At this rate, we’ll be wearing 2020 style in ... 2022? —Kate
I was sitting in the back of a car recently with one of my friends when we started talking about the resurgence of Y2K style. Technically, yes, I was alive for Y2K style, but I was not quite old enough to wear any of the hallmarks now being paraded around in Williamsburg—which is why my friend and I turned to one another with fear in our eyes. If we’re already at a Y2K resurgence, then we were well aware of what trend was coming next: pop-punk.
Maybe there’s a better word for it, because I’m not just talking about the music, but also everything around it. I mean the v-neck/double-collar-popped-shirt, tight-low-rise-skinny-jeans/cropped leggings under denim skirt worn while driving with the windows down through your suburban neighborhood on your way to take pictures on MacBook Photo Booth after, of course, straightening your hair to hell. Perhaps a visual aid will help:
The pop-punk era of the aughts was itself a resurgence. Punk, of course, first started in the 1970s, emo emerged in the '80s, and pop-punk got huge in the '90s, giving rise to emo-pop like Fall Out Boy and Paramore. Now, artists like Machine Gun Kelly and even the very '90s Olivia Rodrigo (who borrowed a bit of Paramore's sound), are waking the style from its recent dormancy. But the when and how of pop punk’s return has, inevitably, been driven by TikTok.
I was waiting for that first hair tutorial for clipped-back bangs. I was waiting for someone to do a thrifted haul featuring a Hollister polo. But it turns out, the first domino was this: making up your own lyrics to the tune of Fall Out Boy’s “Sugar We’re Going Down.”
The original video, first written about in Ryan Broderick’s Garbage Day, was posted by TikTok user @savageprincessz on October 12. “At Burger King with my Burger Queen,” they sing. “Can I get a large fry? She’s vegan please so don’t put no cheese, with some honey mustard on the side.” The song goes on in that vein.
The trend was then adopted and adapted by users at all kinds of establishments, from Chick-Fil-A (“I’m at Chick-Fil-A with my Chick-Fil-Bae”) to Goodwill (“I’m at the Goodwill store with my Goodwill whores”) to simply West 4th Street (“I’m at West 4th Street tryna get something to eat”). The trend encourages little more than simple wordplay, but I fear it will be responsible for awakening a collective nostalgia. You’ll realize you haven’t listened to All Time Low since you were 14 and decide to blast “Dear Maria Count Me In” while in the shower. You’ll start to think side parts aren’t so bad, as long as they’re really, really extreme.
If that scares you, then don’t worry. The next style resurgence is already in the works.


-- WORK TASK --
What's wanted is each entry repeated verbatim, minus its images.

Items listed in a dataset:
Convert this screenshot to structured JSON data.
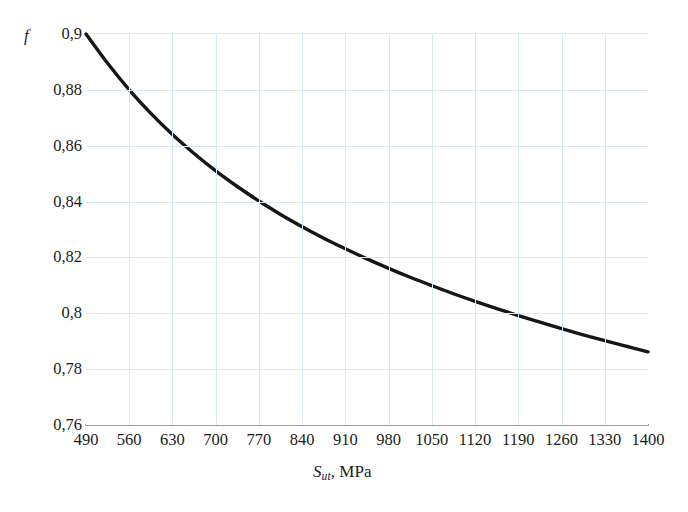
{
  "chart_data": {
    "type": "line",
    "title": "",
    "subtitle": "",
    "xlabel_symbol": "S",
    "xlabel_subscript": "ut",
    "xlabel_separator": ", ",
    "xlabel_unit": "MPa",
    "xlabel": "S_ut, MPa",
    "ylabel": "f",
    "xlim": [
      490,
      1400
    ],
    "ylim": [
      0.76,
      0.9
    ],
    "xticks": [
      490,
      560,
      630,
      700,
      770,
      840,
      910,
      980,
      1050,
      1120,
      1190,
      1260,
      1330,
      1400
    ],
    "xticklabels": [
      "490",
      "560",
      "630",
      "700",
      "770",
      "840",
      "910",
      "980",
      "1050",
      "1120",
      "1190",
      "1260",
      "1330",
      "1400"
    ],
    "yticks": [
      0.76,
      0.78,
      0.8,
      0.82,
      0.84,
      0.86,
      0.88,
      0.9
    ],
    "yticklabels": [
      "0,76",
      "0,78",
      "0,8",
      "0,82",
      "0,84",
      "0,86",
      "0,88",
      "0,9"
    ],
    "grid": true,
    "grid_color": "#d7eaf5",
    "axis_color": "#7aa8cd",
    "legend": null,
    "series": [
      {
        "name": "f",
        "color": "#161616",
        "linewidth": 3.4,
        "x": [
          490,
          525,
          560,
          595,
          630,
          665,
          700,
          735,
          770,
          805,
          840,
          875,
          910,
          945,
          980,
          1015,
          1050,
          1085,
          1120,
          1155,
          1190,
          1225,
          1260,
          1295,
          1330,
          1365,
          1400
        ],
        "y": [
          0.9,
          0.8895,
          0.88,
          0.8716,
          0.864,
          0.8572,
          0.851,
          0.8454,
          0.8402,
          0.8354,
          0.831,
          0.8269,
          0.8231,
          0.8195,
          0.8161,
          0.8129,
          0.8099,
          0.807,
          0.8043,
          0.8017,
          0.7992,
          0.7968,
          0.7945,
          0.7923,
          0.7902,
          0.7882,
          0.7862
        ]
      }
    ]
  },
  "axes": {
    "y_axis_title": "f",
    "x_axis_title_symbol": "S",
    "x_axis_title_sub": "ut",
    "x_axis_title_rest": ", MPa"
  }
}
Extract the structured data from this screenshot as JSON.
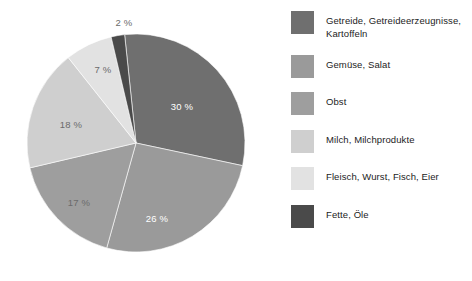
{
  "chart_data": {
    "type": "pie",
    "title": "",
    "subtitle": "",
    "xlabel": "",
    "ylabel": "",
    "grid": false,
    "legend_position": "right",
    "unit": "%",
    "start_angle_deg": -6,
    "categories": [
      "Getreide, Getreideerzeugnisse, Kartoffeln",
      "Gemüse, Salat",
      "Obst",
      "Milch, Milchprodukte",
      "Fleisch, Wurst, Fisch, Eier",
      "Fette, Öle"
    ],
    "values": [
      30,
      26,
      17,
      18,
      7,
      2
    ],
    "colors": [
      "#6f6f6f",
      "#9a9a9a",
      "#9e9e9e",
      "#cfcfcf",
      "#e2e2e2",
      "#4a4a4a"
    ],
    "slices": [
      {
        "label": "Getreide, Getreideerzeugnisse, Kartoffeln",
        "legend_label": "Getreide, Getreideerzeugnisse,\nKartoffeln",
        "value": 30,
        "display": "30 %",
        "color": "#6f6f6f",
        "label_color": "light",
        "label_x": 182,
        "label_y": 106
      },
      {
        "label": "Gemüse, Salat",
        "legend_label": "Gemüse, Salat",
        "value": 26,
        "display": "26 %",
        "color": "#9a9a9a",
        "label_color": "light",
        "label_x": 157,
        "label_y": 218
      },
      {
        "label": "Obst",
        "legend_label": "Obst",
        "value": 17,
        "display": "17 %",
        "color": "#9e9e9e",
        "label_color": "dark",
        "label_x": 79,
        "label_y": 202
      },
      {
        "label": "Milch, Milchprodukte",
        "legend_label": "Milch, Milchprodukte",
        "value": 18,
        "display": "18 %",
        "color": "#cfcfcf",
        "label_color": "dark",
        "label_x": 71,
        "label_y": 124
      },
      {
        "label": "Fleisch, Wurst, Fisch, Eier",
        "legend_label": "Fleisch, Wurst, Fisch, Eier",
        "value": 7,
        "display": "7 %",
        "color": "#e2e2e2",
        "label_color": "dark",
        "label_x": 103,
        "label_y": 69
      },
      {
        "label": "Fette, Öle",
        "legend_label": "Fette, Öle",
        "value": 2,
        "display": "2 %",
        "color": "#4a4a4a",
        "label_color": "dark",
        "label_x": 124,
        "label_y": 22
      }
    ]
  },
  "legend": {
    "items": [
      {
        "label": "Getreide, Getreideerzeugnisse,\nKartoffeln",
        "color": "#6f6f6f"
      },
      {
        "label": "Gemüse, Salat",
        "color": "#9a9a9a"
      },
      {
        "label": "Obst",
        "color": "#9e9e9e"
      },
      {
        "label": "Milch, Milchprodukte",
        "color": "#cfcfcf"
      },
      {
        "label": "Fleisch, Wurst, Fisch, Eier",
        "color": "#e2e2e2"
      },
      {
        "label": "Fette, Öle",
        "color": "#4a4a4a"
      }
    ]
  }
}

-- RESPONSE FOR THIS EXERCISE --
Convert this screenshot to structured JSON data.
{
  "chart_data": {
    "type": "line",
    "title": "",
    "subtitle": "",
    "xlabel_symbol": "S",
    "xlabel_subscript": "ut",
    "xlabel_separator": ", ",
    "xlabel_unit": "MPa",
    "xlabel": "S_ut, MPa",
    "ylabel": "f",
    "xlim": [
      490,
      1400
    ],
    "ylim": [
      0.76,
      0.9
    ],
    "xticks": [
      490,
      560,
      630,
      700,
      770,
      840,
      910,
      980,
      1050,
      1120,
      1190,
      1260,
      1330,
      1400
    ],
    "xticklabels": [
      "490",
      "560",
      "630",
      "700",
      "770",
      "840",
      "910",
      "980",
      "1050",
      "1120",
      "1190",
      "1260",
      "1330",
      "1400"
    ],
    "yticks": [
      0.76,
      0.78,
      0.8,
      0.82,
      0.84,
      0.86,
      0.88,
      0.9
    ],
    "yticklabels": [
      "0,76",
      "0,78",
      "0,8",
      "0,82",
      "0,84",
      "0,86",
      "0,88",
      "0,9"
    ],
    "grid": true,
    "grid_color": "#d7eaf5",
    "axis_color": "#7aa8cd",
    "legend": null,
    "series": [
      {
        "name": "f",
        "color": "#161616",
        "linewidth": 3.4,
        "x": [
          490,
          525,
          560,
          595,
          630,
          665,
          700,
          735,
          770,
          805,
          840,
          875,
          910,
          945,
          980,
          1015,
          1050,
          1085,
          1120,
          1155,
          1190,
          1225,
          1260,
          1295,
          1330,
          1365,
          1400
        ],
        "y": [
          0.9,
          0.8895,
          0.88,
          0.8716,
          0.864,
          0.8572,
          0.851,
          0.8454,
          0.8402,
          0.8354,
          0.831,
          0.8269,
          0.8231,
          0.8195,
          0.8161,
          0.8129,
          0.8099,
          0.807,
          0.8043,
          0.8017,
          0.7992,
          0.7968,
          0.7945,
          0.7923,
          0.7902,
          0.7882,
          0.7862
        ]
      }
    ]
  },
  "axes": {
    "y_axis_title": "f",
    "x_axis_title_symbol": "S",
    "x_axis_title_sub": "ut",
    "x_axis_title_rest": ", MPa"
  }
}
Extract the structured data from this screenshot as JSON.
{
  "chart_data": {
    "type": "pie",
    "title": "",
    "subtitle": "",
    "xlabel": "",
    "ylabel": "",
    "grid": false,
    "legend_position": "right",
    "unit": "%",
    "start_angle_deg": -6,
    "categories": [
      "Getreide, Getreideerzeugnisse, Kartoffeln",
      "Gemüse, Salat",
      "Obst",
      "Milch, Milchprodukte",
      "Fleisch, Wurst, Fisch, Eier",
      "Fette, Öle"
    ],
    "values": [
      30,
      26,
      17,
      18,
      7,
      2
    ],
    "colors": [
      "#6f6f6f",
      "#9a9a9a",
      "#9e9e9e",
      "#cfcfcf",
      "#e2e2e2",
      "#4a4a4a"
    ],
    "slices": [
      {
        "label": "Getreide, Getreideerzeugnisse, Kartoffeln",
        "legend_label": "Getreide, Getreideerzeugnisse,\nKartoffeln",
        "value": 30,
        "display": "30 %",
        "color": "#6f6f6f",
        "label_color": "light",
        "label_x": 182,
        "label_y": 106
      },
      {
        "label": "Gemüse, Salat",
        "legend_label": "Gemüse, Salat",
        "value": 26,
        "display": "26 %",
        "color": "#9a9a9a",
        "label_color": "light",
        "label_x": 157,
        "label_y": 218
      },
      {
        "label": "Obst",
        "legend_label": "Obst",
        "value": 17,
        "display": "17 %",
        "color": "#9e9e9e",
        "label_color": "dark",
        "label_x": 79,
        "label_y": 202
      },
      {
        "label": "Milch, Milchprodukte",
        "legend_label": "Milch, Milchprodukte",
        "value": 18,
        "display": "18 %",
        "color": "#cfcfcf",
        "label_color": "dark",
        "label_x": 71,
        "label_y": 124
      },
      {
        "label": "Fleisch, Wurst, Fisch, Eier",
        "legend_label": "Fleisch, Wurst, Fisch, Eier",
        "value": 7,
        "display": "7 %",
        "color": "#e2e2e2",
        "label_color": "dark",
        "label_x": 103,
        "label_y": 69
      },
      {
        "label": "Fette, Öle",
        "legend_label": "Fette, Öle",
        "value": 2,
        "display": "2 %",
        "color": "#4a4a4a",
        "label_color": "dark",
        "label_x": 124,
        "label_y": 22
      }
    ]
  },
  "legend": {
    "items": [
      {
        "label": "Getreide, Getreideerzeugnisse,\nKartoffeln",
        "color": "#6f6f6f"
      },
      {
        "label": "Gemüse, Salat",
        "color": "#9a9a9a"
      },
      {
        "label": "Obst",
        "color": "#9e9e9e"
      },
      {
        "label": "Milch, Milchprodukte",
        "color": "#cfcfcf"
      },
      {
        "label": "Fleisch, Wurst, Fisch, Eier",
        "color": "#e2e2e2"
      },
      {
        "label": "Fette, Öle",
        "color": "#4a4a4a"
      }
    ]
  }
}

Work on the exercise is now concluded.